Teaching Community Engaged Conservation in the UCLA/Getty Conservation Program
Written by Fiona Dunlap
Conservation students spend years mastering materials, methods, and ethics, but learning to work with people associated with cultural heritage is a relatively new area of conservation education. Nicole Passerotti, Director of the Andrew W. Mellon Opportunity for Diversity in Conservation/Conservator, and Anya Dani, Director of Community Engagement and Inclusive Practice / Lecturer, understand this challenge. In the winter of 2025, Dani and Passerotti co-taught the course Conservation and Community, not only to build students’ confidence and skills as emerging conservators but to make them better community partners. “It can be jarring to go into the world and try to work with communities if you are only drawing on textbooks and standard classroom experiences,” explains Passerotti, “you may hit a wall or [accidentally] shut down a conversation because of idealized expectations.”

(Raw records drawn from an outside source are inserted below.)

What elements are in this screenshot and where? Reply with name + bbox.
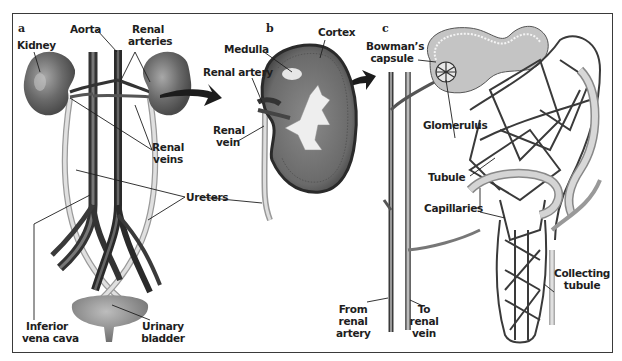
label-renal-artery: Renal artery <box>203 66 273 78</box>
panel-letter-a: a <box>18 22 25 35</box>
label-renal-veins: Renal veins <box>152 141 184 165</box>
panel-c-illustration <box>367 26 600 342</box>
label-renal-vein: Renal vein <box>213 124 243 148</box>
label-collecting-tubule: Collecting tubule <box>554 267 610 291</box>
label-aorta: Aorta <box>70 23 101 35</box>
label-tubule: Tubule <box>428 171 465 183</box>
label-inferior-vena-cava: Inferior vena cava <box>22 320 72 344</box>
label-capillaries: Capillaries <box>424 202 483 214</box>
label-from-renal-artery: From renal artery <box>336 303 370 339</box>
label-kidney: Kidney <box>17 39 56 51</box>
label-cortex: Cortex <box>318 26 355 38</box>
label-renal-arteries: Renal arteries <box>128 23 168 47</box>
label-medulla: Medulla <box>224 43 269 55</box>
label-urinary-bladder: Urinary bladder <box>140 320 186 344</box>
label-bowmans-capsule: Bowman’s capsule <box>366 40 418 64</box>
panel-letter-b: b <box>266 22 274 35</box>
kidney-anatomy-illustration <box>0 0 622 361</box>
label-to-renal-vein: To renal vein <box>407 303 441 339</box>
label-ureters: Ureters <box>186 191 228 203</box>
label-glomerulus: Glomerulus <box>423 119 487 131</box>
panel-letter-c: c <box>382 22 389 35</box>
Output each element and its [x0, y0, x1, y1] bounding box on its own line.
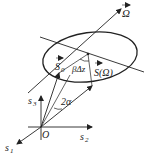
s-omega-label: S(Ω): [94, 67, 114, 79]
s3-label: s: [28, 95, 32, 106]
origin-label: O: [42, 129, 49, 140]
s1-subscript: 1: [10, 147, 14, 155]
s0-label: S: [55, 61, 60, 72]
omega-label: Ω: [122, 7, 130, 19]
s1-axis: [17, 127, 41, 144]
beta-dz-label: βΔz: [71, 64, 86, 74]
rotation-ellipse: [40, 26, 141, 88]
two-alpha-label: 2α: [61, 96, 72, 107]
ellipse-center-dot: [87, 53, 90, 56]
beta-dz-arc: [80, 59, 89, 61]
s3-subscript: 3: [32, 100, 37, 108]
s2-subscript: 2: [85, 136, 89, 144]
s0-subscript: 0: [61, 66, 65, 74]
omega-axis: [28, 9, 121, 93]
poincare-rotation-diagram: Ω S 0 βΔz S(Ω) 2α s 3 O s 2 s 1: [0, 0, 152, 161]
s1-label: s: [5, 142, 9, 153]
two-alpha-arc: [54, 108, 62, 109]
s2-label: s: [80, 131, 84, 142]
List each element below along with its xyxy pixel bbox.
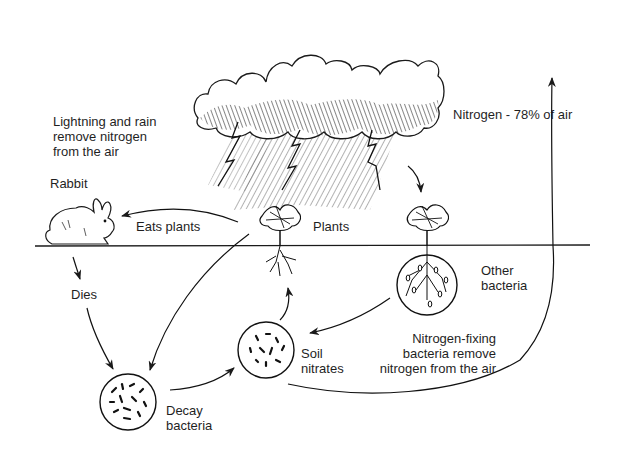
arrow-dies-to-decay — [87, 308, 113, 369]
nitrogen-cycle-diagram — [0, 0, 623, 458]
arrow-soil-to-plants — [280, 288, 289, 320]
lightning-label-line: Lightning and rain — [53, 114, 156, 129]
lightning-label-line: remove nitrogen — [53, 129, 156, 144]
arrow-plants-to-decay — [150, 234, 249, 370]
other-bacteria-label: Other bacteria — [481, 263, 527, 293]
soil-nitrates-label-line: Soil — [301, 346, 344, 361]
nitrogen-fixing-label-line: bacteria remove — [363, 346, 496, 361]
decay-bacteria-label-line: bacteria — [166, 418, 212, 433]
rabbit-icon — [46, 199, 114, 244]
nitrogen-air-label: Nitrogen - 78% of air — [453, 107, 572, 122]
soil-nitrates-label: Soil nitrates — [301, 346, 344, 376]
nitrogen-fixing-label-line: nitrogen from the air — [363, 361, 496, 376]
plant-root-nodules-icon — [397, 205, 457, 315]
nitrogen-fixing-label-line: Nitrogen-fixing — [363, 331, 496, 346]
plants-label: Plants — [313, 219, 349, 234]
arrow-rabbit-to-dies — [73, 257, 80, 279]
soil-nitrates-label-line: nitrates — [301, 361, 344, 376]
decay-bacteria-icon — [100, 374, 156, 430]
dies-label: Dies — [71, 287, 97, 302]
lightning-label-line: from the air — [53, 144, 156, 159]
decay-bacteria-label-line: Decay — [166, 403, 212, 418]
rabbit-label: Rabbit — [50, 176, 88, 191]
decay-bacteria-label: Decay bacteria — [166, 403, 212, 433]
storm-cloud-icon — [194, 55, 444, 210]
lightning-label: Lightning and rain remove nitrogen from … — [53, 114, 156, 159]
other-bacteria-label-line: Other — [481, 263, 527, 278]
arrow-decay-to-soil — [170, 368, 234, 390]
nitrogen-fixing-label: Nitrogen-fixing bacteria remove nitrogen… — [363, 331, 496, 376]
plant-icon — [260, 205, 300, 276]
soil-nitrates-icon — [238, 322, 294, 378]
ground-line — [35, 245, 590, 246]
other-bacteria-label-line: bacteria — [481, 278, 527, 293]
arrow-cloud-to-plant — [408, 166, 421, 192]
arrow-bacteria-to-soil — [310, 298, 390, 333]
eats-plants-label: Eats plants — [136, 219, 200, 234]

To move from theory to practice, they partnered with La Historia Historical Society Museum in El Monte, California. As the main focus of the course, Passerotti and Dani trained and empowered students to plan and execute a two-day community conservation clinic that the students named Tu Historia: Caring for Family Treasures. A community conservation clinic is an event meant to support people to care for their own meaningful objects. In real-time, students were shepherded through the process. The students shared their own stories, gave presentations and consulted on preservation and conservation techniques that community members could accessibly use. Community members brought personal treasured items to the clinic to discuss their significance and learn about caring for them. Just as importantly, the event also became a space for students to learn—discovering how the community cares for their family heirlooms in deeply personal ways, regardless of conservation standards.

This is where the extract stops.